How much time goes by? Day and night merges in the dim cell’s half-light, and I voyage into the future too, see that the jail will be demolished soon, pulled down by vengeful bulldozers under the duress of some edict of progress, and a park replace it, my word, resplendent greenery to make a sap complacent, and a monument to commemorate some poor sod who they murder in custody. Justice, conscience, regret expressed in rhapsody. Wonders will never lapse, nor sins to require forgiveness. And in this, I see I am but a minor player. A soothsayer who came this way, went hither and thither, old sot condemned to live then be forgot forever.
I wake at last, into a mighty hunger, bleary and confused and thinking I am younger until I see my chipped nails and ageing suntanned hands, remembering some random fragments of the lands that I have voyaged through, the many faces and voices surrounding me in momentary cacophony, a symphony of prosody without remedy, dissonance and assonance resolving into a dance of chance dissolving to the here and now and anyhow. I wipe my brow to wish away memory and the sweats of night fevers. Fugitive escapee from my self who hides in traces of every life except his own, that which I would disown as long as I am loaned some other mask and task to call my own.
So before I wake too far, let us make use of the magical power that flowers in the twilight of the waking brain. I reach out my hands and part the iron bars inside my eyes as one would some minor irritations, swatting flies, bending walls and space about my face and ears. Reality tears, thin as gossamer, pliable with suitable mental pliers and shears. He who sleeps steps outside of time, and when returning but by habit discards the hazy power he has lazily acquired to make seconds out of years, and more: as some mighty blacksmith to bend all reality to his will, to call halt to events and re-forge their mettle, making courage out of fears. Pop, slop, burp, slurp, I find myself outside my cell, ready to check-out of my hotel in hell. And there smiling is my reception: a plethora of police dumfounded by my deception.
Sitting and poring over reports and analysis, read-outs and print-outs, contemplating and cogitating to the point of black-outs, reaching for white-out, unable to think out how I have circumvented their designs on me. Solihull, Caldwell and Prezic, and several more in tiers, ten-a-breast in black like crows in rows in repose upon the branches of a tree. All looking not at me, but at a screen and a sheet and what it all means: Wilberforce Fontainbleu, you are free to go.
How so? You mean to say I am not the brother of that lauded and applauded piss-artist after all?
A shaking and scratching of multiple heads. We don’t know what it means, Einstein, except that our data is in error and we need to pull in Learmot himself again.
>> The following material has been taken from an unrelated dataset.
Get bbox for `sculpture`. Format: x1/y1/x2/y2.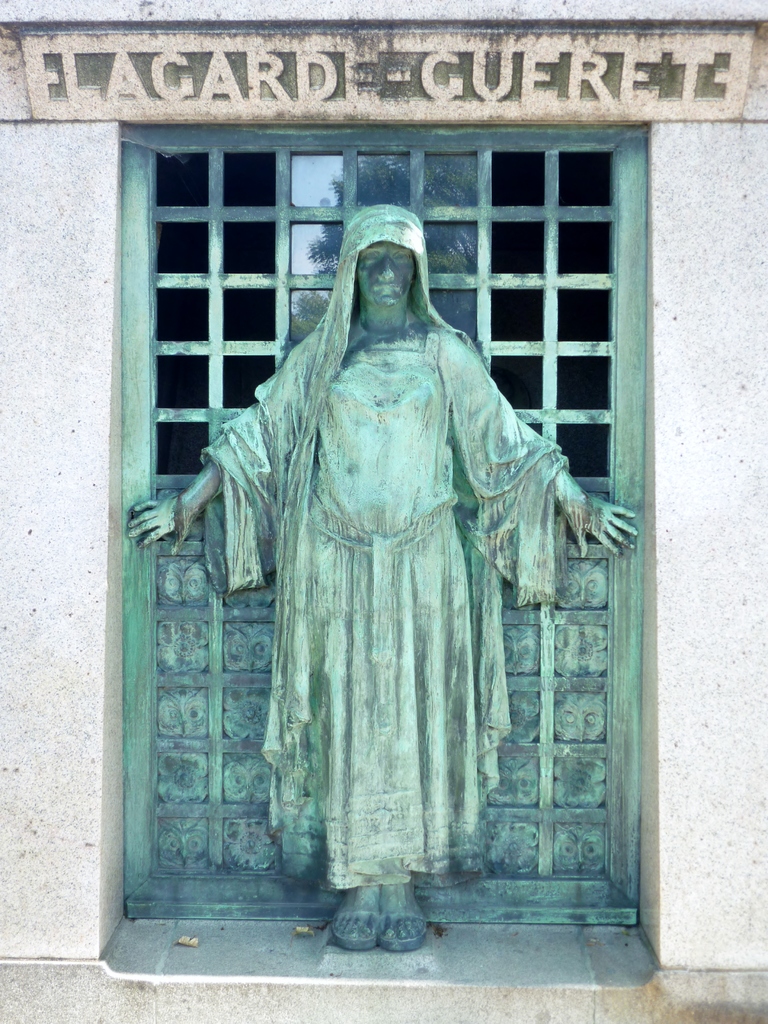
129/195/653/942.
When he gave his own sample, he must have been pulling our ample chains something obscene. If you see him abroad in your begging routines then tell him we need to pick his brains and saliva again. Until then, let’s forget the whole stooshie and keep it schtum between men. You still here? Do we have to tell you again?
So there you have it. Turfed out of a fine hostelry without even a bacon butty to initiate the day, no overtures of apology audible to propitiate my indignation per se. I wander in the fine light rain the same grey streets again, but feel lighter of foot and of brain this time, washed clean of grime and dizzy in the drizzle which urges me forward to some route and pattern whose puzzle remains beyond my conscious grasp. Until as the sun comes out at last, I find myself in a kind of city square and plant my arse on the first clean bench I find there to let myself dry off in clouds of steam rising into the sun’s beams and I close my eyes, seeking after fond encounter again with the recently lost land of dreams. Distant sound of thunder, my hunger shaking me, making me delirious, but nothing serious, I am content to savour the free effects of an entirely legal high, and gaze up occasionally, through flickering lids, at the mothering blue sky.
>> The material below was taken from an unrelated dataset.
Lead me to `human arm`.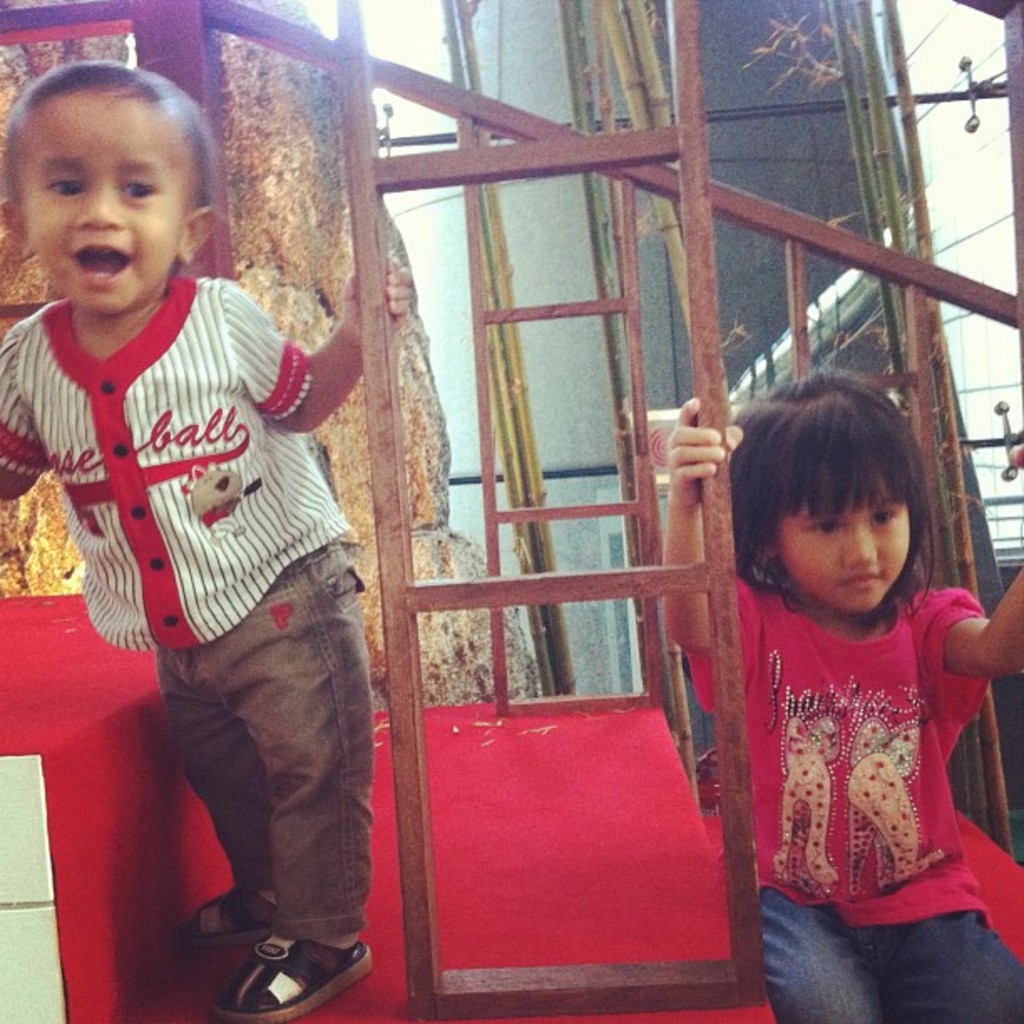
Lead to x1=207, y1=261, x2=408, y2=425.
And now who do you think passes by? But that glamorous lassie, a snooty sight for glad eyes, that I so recently engaged in idle conversation in her gallery by and bye. Striding across the square, not on her venerable vulnerable own of course but with her complete toss of a fashionable boss togged up likewise in co-ordinated designer drag of expensive price tag and fetishised name and all that game. Shame, he’ll probably spoil the quality of our intercourse perforce of his premade preconceptions of my social station. No matter, nothing ventured, nothing for breakfast. I break my silence, and the two spin around, expecting violence perhaps, not just from me but from the various other unemployed now newly standing on corners emerging from the shadows after the recent rain. I fancy that the bloke even fingers a flick-knife in his inside pocket (glimmering above ermine satin lining) and am impressed that his dress stretches to such practical lengths. Tense, until I wave my hand, and the lady recognises me at last and laughs, recalling what a jovial fellow I am, what flowing words spout from between my yellow teeth, and gives a decent hearing to my latest verbal scam.
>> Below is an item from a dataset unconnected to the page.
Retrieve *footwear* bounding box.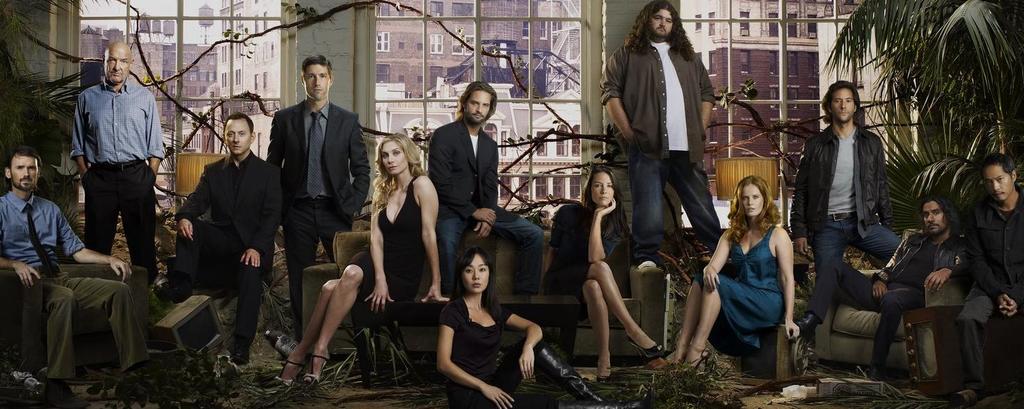
Bounding box: bbox=(234, 349, 253, 360).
I have misjudged both him and her. For within a jiff they have me seated in some mid-price canteen with a plate of steaming victuals in front of me and I try not to slurp too much
while they pick at their cold salad greens, puzzling at what my every cryptic word means, tossed out between mouthfuls of bacon and sausage, potato scone, black pudding and beans.
Are you really Zennad Learmot’s brother? –the bloke, called Pieter enquires.
Shoosh, I say, not really, or to be precise, on this issue I am now entirely confused. The police in whose custody I have just finished languishing for days, convinced me that to say so would be a very bad thing, he being a bad bloke. But then, dispelling my fears, their scientific tests by which they put much stall, have firmly convinced them that I could not under any circumstances be Ithir Learmot at all.
And what do you think? –asks the girl, earnestly, called Cassy, Who do you think you are?
I am uncertain, truth be stated. But some of what they related to me of Ithir disturbed me greatly, rang more than a comfortable number of uncomfortable bells. But tell you what, though my stomach swells I’m still not sated, any chance you could get the waitress to have this plateful reinstated?
Waitress! –Pieter shouts with the unexpected confidence of a streetwise lout, attracting the ire of others seated roundabout. Sounds like you have amnesia, my friend. Did you bump your head or over-imbibe paint stripper as a nipper or at some point in the recent past by any chance?
I know not, but sense and suspect that Zennad Learmot knows some useful fragments of this cryptic plot. I’d swear he waved at me from his yacht shortly after last we three met, a salutation more respectful I wager than he often reserves for just a down-and-out old sot watching from the quayside.
He recognised his own likeness you mean? –His semblance, your resemblance?
Or his sibling… troubling, trembling. No trifling matter, when your twin is mad as a hatter, an escapee from the loony bin. Rifling through his grey matter to find a way to put a quick distance between me and him.